Marlins seal wild-card spot, 4th playoff berth ever
PITTSBURGH — The Miami Marlins‘ improbable September push will carry into October.
Jazz Chisholm Jr. hit his 19th home run, Josh Bell delivered a late two-run double and the Marlins clinched the fourth playoff berth in franchise history with a 7-3 win over the Pittsburgh Pirates on Saturday night.
Miami locked down one of the two remaining National League wild-card spots behind Chisholm’s drive, a dash of small ball and another lockdown performance by a bullpen that has carried a sizable share of the load over the past month.
A.J. Puk (7-5) and seven other relievers kept the Pirates in check, rendering any scoreboard-watching pointless.
“I feel like we’re just the biggest family in the league,” Chisholm said in a giddy postgame clubhouse. “I feel like nobody is as connected as us as a team. I feel like when someone gets going, everybody gets going. That’s the plan here and we’re just family and we’re coming in together.”
Miami began the day with its magic number whittled to one following another late comeback victory on Friday night.
One officially dropped to zero when closer Tanner Scott wrapped up his 12th save by striking out the side in the ninth, setting off a celebration on the field and behind the Miami dugout, where a small clutch of fans chanted “Let’s go Marlins!”
“Before the game we called it ‘Clinch Day’ and we weren’t expecting any other day to be Clinch Day except today,” Chisholm said. “And that’s what we did and we handled it today.”
Buoyed by first-year manager Skip Schumaker’s relentless optimism and a “why not us” approach, the largely anonymous Marlins — who finished with 93 or more losses in each of the previous four non-pandemic-shortened seasons — will be in the playoffs next week while big spenders like the New York Mets and San Diego Padres will be watching from home.

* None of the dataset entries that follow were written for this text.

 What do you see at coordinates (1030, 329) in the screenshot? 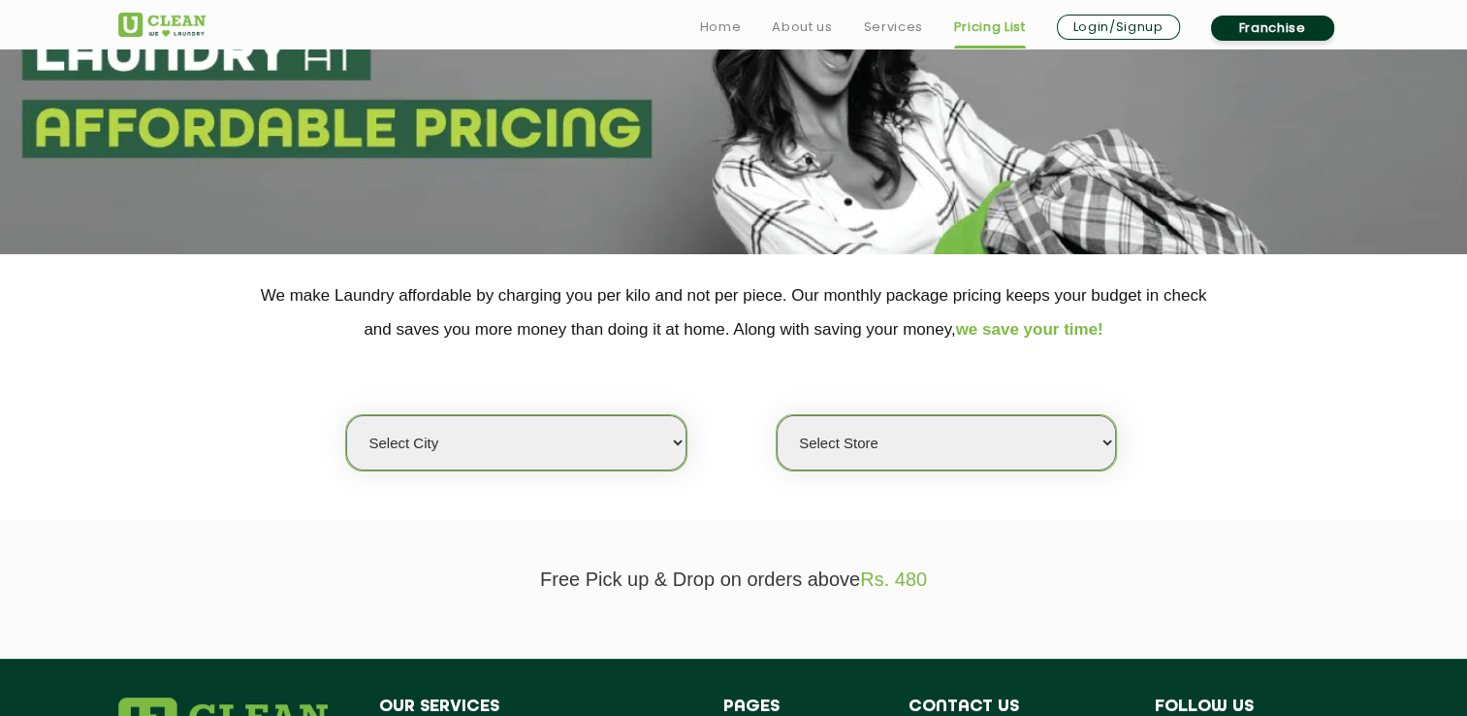
I see `span: we save your time!` at bounding box center [1030, 329].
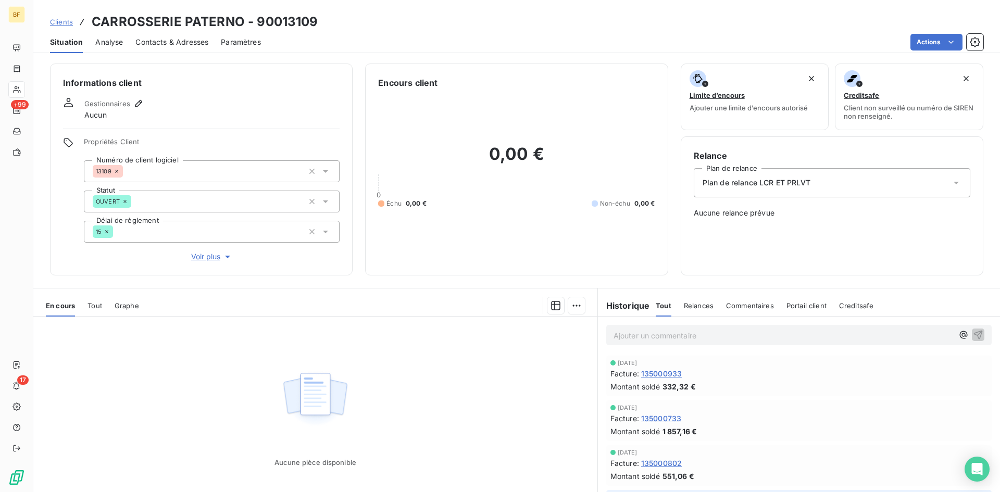  Describe the element at coordinates (20, 105) in the screenshot. I see `span: +99` at that location.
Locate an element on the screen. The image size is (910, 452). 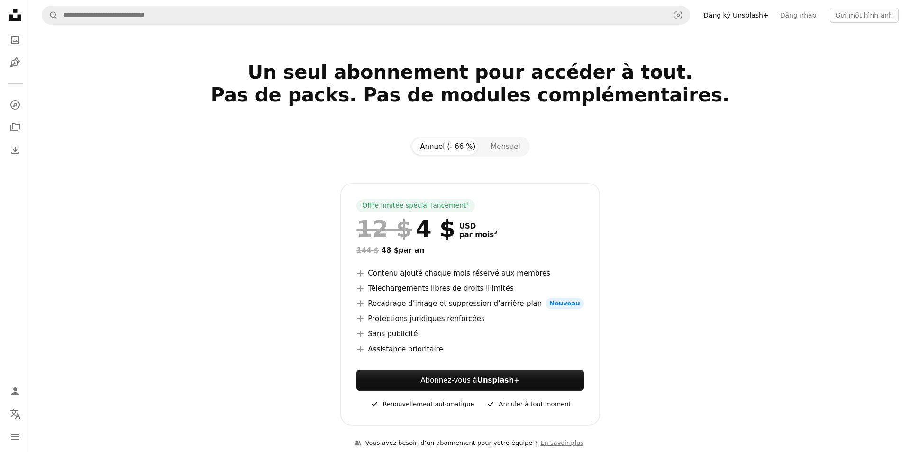
a: Lịch sử tải xuống is located at coordinates (15, 150).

“We’ve been living for six years with ‘Let’s go Mets’ in our stadium all the time,” Marlins owner Bruce Sherman said. “Mets didn’t finish. Yankees didn’t finish. San Diego didn’t finish. Payrolls three times ours and look what we did.”
What the Mets and everyone else will see is a team that keeps finding a way despite a roster bereft of stars outside of the electrifying Chisholm, who was 5 years old growing up in the Bahamas in 2003 the last time the Marlins made the playoffs at the end of a 162-game regular season.
Little was expected in 2023, yet the Marlins entered September at 67-67 and on the fringe of an underwhelming wild-card race before hitting the gas over the last four weeks.
Miami used a 17-9 September surge to vault over San Francisco, Chicago and surprising Cincinnati in the standings.
Jon Berti had three hits for the Marlins and started the go-ahead rally with a leadoff walk in the sixth off Quinn Priester (3-3), beginning a sequence that symbolized Miami’s “whatever it takes” approach.
Garrett Hampson bunted for a hit when Nick Gonzalez was late covering the bag at first. Both runners advanced on a sacrifice by Jacob Stallings and Berti put the Marlins in front 3-2 by beating shortstop Liover Pegeuro’s throw home on a sharp grounder by Jorge Soler. Bell’s sacrifice fly pushed the advantage to 4-2.
Bell — who spent five years with the Pirates from 2016 to 2020 before bouncing from Washington to San Diego to Cleveland to Miami — provided the Marlins with some welcome insurance in the eighth with a long drive to center that drove in Berti and Soler.
“Thought I’d celebrate here years and years ago,” Bell said. “But just to be able to celebrate here now is icing on the cake.”
A night after rallying from three runs down after the seventh inning for the sixth time this season — the most by any MLB team since 1900 — the Marlins made sure no such dramatics were required.
“This team has just exemplified heart and they know it,” said general manager Kim Ng, the first female GM in Major League Baseball history. “And I think that is the driver of this group.”
Endy Rodriguez had three hits and drove in a run for the Pirates. Jared Triolo and Ke’Bryan Hayes added two hits each. Bryan Reynolds provided an RBI single in the bottom of the eighth that trimmed Miami’s lead to three, but the Pirates would get no closer.
Priester, a first-round pick in the 2019 amateur draft, put together 5 1/3 workmanlike innings as he tries to position himself for a spot in the starting rotation in 2024. Priester allowed four runs on 10 hits with a walk and three strikeouts to finish his rookie season with a 7.74 ERA in 10 games (seven starts).